Jim Choate wrote:
>On Tue, 24 Apr 2001, Declan McCullagh wrote:
>
>>  On Tue, Apr 24, 2001 at 06:43:20PM -0700, Tim May wrote:
>>  >  From our perspective, it will show the foolishness of government
>>  > overreaction (ordering a million animals to be slaughtered and burned
>>  > with tires and old pressure-treated lumber railroad ties).
>
>>  Yes, top-down government regulation is clearly the best way to handle
>>  environmental crises, as the Brits showed so very well.
>
>What and why would the Anarcho-Capitalist responce be?

The "crisis" wouldn't have happened in a free market. (Of course other
crises would have that might be as bad or worse...)

Agricultural land in the UK is, in effect "zoned", You can't use it for
any other purpose without permission from local government.  So a lot of
land that might be more economically productive turned to other uses
remains in the hands of farmers. This has undesired side effect. The
price of land is lower than it would be if there was a free market but
higher than would be expected from the demand generated by farming,
because some land is sometimes released for building, so the price of
agricultural land is slightly inflated.  Undesired consequence -
agriculture can't support the mortgage on farmland, so small producers
go out of business, and land is in the hands of property companies and
insurance companies who are in effect betting on the chances of it being
released for development. Land prices away from London are inflated as
well, there is a knock-on effect.

Government subsidies and artificially high prices encourage farmers to
overstock and overproduce, leading to food surpluses, quotas (and quota
trading). Subsidies exist for some commodities (such as cow meat and
milk) but not others (such as vegetables) so farmers grow what they get
paid for In a free market there would be very little mass production of
meat in lowland England.  There would probably be more specialist farms,
rare breeds, diverse stocking, market gardening, hobby farming, and lots
more suburban sprawl and golf courses. Land would fetch a lot more
around London, and slightly less away from London.

We have absurdities such as pigs and beef cattle being kept the
south-east of England, on land that could be sold for over a million
pounds an acre, slaughtered for meat that can't be sold, and being paid
for by the government - whilst we are importing fresh vegetables and
flowers by air freight from Kenya and Chile.

If there were a free market in farming in the UK there would be less
livestock, and it would be more diverse. So it would be worth more, and
farmers would be more inclined to vaccinate to preserve valuable
breeding stock. 

But then there would also be a lot more golf courses, bungalows and
landfill. You pays your money and you takes your choice.


Ken

(PS Jim, why do you write "response" like that? Freudian slip?)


:: Your assignment ::
Identify all lines of the data containing the string "Module" and copy them.

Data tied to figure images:
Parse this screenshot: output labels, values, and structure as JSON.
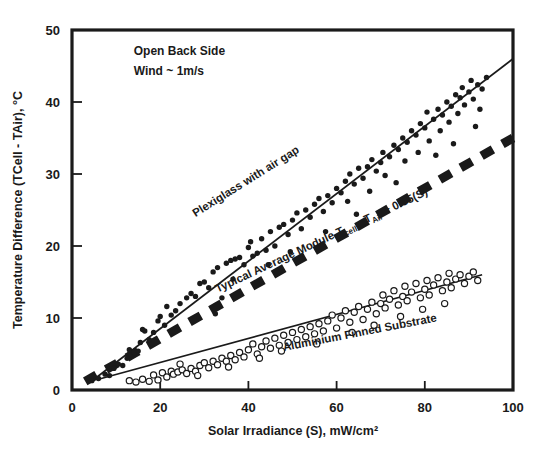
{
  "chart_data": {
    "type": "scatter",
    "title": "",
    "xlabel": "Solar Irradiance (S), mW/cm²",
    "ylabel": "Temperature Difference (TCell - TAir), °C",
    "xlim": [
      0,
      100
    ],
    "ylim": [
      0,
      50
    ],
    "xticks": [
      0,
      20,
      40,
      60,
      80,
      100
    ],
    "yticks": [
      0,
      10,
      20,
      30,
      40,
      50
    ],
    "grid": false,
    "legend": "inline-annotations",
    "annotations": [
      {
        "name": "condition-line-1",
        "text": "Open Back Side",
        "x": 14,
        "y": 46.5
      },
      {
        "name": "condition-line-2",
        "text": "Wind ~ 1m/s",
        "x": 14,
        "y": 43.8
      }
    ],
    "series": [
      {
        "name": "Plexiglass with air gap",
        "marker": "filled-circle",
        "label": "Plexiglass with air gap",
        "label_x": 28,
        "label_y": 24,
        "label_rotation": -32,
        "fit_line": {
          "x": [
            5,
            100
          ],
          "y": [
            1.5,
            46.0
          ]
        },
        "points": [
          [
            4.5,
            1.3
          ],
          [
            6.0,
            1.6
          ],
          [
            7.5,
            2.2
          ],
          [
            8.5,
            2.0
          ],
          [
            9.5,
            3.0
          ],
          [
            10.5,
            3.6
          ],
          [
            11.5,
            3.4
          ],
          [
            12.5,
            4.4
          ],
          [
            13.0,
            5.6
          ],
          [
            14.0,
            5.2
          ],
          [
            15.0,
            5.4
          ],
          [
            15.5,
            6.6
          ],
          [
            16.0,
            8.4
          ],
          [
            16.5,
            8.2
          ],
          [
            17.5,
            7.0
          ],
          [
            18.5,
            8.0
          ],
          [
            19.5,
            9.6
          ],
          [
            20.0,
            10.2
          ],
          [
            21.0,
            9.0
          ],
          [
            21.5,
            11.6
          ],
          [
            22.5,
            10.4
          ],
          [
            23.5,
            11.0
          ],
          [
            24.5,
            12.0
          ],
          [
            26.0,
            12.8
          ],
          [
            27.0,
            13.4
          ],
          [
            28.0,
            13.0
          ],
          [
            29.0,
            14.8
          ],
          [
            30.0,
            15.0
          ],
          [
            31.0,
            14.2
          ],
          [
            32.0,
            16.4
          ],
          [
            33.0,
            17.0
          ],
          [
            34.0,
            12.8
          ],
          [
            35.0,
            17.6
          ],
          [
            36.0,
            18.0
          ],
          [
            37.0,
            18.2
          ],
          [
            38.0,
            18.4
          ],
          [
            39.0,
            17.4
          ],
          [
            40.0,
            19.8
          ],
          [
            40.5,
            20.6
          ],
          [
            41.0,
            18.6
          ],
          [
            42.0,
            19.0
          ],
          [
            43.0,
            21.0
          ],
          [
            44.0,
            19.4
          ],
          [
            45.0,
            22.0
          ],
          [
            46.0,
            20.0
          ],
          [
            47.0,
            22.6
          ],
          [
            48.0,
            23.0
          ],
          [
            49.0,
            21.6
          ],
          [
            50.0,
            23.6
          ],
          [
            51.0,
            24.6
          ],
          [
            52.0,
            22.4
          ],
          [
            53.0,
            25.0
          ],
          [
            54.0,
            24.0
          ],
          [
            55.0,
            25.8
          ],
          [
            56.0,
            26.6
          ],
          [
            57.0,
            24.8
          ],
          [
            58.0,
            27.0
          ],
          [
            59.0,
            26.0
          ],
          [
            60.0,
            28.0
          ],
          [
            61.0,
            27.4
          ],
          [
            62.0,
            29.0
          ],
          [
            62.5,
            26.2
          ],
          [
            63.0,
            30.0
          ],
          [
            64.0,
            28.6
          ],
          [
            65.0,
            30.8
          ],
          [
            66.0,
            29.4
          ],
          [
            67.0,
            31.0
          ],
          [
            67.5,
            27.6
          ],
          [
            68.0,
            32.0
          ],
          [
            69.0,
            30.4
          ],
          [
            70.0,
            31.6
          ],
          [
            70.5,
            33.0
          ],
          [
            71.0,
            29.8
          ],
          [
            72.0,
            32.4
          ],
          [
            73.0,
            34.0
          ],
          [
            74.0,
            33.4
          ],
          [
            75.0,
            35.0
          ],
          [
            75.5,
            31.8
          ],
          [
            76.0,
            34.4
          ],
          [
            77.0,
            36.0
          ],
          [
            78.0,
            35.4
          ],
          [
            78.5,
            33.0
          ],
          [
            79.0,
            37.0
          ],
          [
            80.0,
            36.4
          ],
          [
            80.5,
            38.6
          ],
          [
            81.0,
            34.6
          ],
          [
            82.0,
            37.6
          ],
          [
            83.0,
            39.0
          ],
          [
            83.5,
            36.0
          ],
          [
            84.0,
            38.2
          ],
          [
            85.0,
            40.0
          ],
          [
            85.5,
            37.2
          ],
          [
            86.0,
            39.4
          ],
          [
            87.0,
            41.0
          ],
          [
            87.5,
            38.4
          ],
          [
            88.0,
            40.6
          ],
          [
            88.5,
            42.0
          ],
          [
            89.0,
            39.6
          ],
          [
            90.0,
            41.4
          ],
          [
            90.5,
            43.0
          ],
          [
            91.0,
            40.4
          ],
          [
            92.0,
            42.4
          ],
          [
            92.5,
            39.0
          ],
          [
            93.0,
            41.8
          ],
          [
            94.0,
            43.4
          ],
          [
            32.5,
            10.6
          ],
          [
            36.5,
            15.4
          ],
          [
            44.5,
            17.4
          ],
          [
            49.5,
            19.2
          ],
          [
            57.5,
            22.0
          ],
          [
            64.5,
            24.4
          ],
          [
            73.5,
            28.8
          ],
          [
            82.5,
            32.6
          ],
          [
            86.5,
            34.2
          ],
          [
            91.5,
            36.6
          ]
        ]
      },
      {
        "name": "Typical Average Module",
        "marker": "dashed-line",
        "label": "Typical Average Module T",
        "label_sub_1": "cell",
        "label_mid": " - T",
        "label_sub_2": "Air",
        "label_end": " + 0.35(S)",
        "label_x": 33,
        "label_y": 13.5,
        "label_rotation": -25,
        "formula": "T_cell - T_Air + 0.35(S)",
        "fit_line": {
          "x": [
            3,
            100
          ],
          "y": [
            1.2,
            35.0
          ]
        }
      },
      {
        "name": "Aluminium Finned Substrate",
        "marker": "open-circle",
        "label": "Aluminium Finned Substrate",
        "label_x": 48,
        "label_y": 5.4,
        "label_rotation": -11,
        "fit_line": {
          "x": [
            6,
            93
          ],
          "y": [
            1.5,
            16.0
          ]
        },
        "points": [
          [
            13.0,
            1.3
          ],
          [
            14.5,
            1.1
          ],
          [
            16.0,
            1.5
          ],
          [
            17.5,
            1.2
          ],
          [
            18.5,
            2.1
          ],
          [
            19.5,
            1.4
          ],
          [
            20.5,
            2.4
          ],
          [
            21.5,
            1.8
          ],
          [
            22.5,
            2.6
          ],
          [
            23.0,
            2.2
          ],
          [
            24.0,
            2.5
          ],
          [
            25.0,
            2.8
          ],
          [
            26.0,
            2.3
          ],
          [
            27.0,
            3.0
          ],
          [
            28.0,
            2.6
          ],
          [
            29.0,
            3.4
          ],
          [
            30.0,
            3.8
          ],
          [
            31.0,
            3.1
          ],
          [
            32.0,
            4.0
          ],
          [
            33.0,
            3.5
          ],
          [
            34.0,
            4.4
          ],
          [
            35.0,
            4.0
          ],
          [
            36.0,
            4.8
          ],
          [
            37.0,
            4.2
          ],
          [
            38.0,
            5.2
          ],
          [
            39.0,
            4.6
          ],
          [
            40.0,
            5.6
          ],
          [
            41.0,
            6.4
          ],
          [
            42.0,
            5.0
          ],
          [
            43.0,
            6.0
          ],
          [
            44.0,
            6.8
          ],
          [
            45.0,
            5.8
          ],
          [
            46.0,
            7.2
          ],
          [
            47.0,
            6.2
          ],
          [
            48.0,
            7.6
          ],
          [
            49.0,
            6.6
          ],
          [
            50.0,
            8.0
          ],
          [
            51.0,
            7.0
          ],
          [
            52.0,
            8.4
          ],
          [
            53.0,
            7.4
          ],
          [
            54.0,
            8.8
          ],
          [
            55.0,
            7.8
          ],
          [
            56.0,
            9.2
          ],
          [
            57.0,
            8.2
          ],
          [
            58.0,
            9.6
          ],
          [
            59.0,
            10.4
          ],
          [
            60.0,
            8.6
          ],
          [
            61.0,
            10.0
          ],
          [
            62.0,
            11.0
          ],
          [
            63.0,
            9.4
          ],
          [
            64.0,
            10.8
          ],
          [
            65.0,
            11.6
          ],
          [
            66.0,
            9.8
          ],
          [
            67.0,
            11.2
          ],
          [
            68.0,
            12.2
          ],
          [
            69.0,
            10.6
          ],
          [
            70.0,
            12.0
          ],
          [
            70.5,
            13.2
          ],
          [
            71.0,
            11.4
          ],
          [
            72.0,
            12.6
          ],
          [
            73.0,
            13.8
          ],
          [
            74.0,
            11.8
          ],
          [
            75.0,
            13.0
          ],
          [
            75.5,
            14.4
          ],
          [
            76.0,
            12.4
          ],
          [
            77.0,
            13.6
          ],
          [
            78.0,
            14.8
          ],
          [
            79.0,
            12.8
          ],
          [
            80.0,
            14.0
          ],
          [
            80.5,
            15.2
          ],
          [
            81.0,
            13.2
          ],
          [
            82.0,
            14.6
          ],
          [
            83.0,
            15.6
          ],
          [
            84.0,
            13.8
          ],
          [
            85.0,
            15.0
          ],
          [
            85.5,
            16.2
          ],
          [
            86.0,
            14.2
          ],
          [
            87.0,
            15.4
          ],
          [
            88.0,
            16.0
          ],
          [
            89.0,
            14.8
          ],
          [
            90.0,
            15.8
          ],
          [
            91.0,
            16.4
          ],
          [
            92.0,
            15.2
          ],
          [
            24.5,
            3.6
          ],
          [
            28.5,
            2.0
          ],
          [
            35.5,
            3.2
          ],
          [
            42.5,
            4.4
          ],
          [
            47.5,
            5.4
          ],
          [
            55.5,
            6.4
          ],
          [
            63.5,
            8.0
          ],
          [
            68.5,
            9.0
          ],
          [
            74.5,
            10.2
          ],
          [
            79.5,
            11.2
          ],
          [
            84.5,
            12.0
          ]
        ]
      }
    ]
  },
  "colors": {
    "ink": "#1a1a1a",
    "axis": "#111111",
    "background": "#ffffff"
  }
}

:: Output ::
        "name": "Typical Average Module",
        "label": "Typical Average Module T",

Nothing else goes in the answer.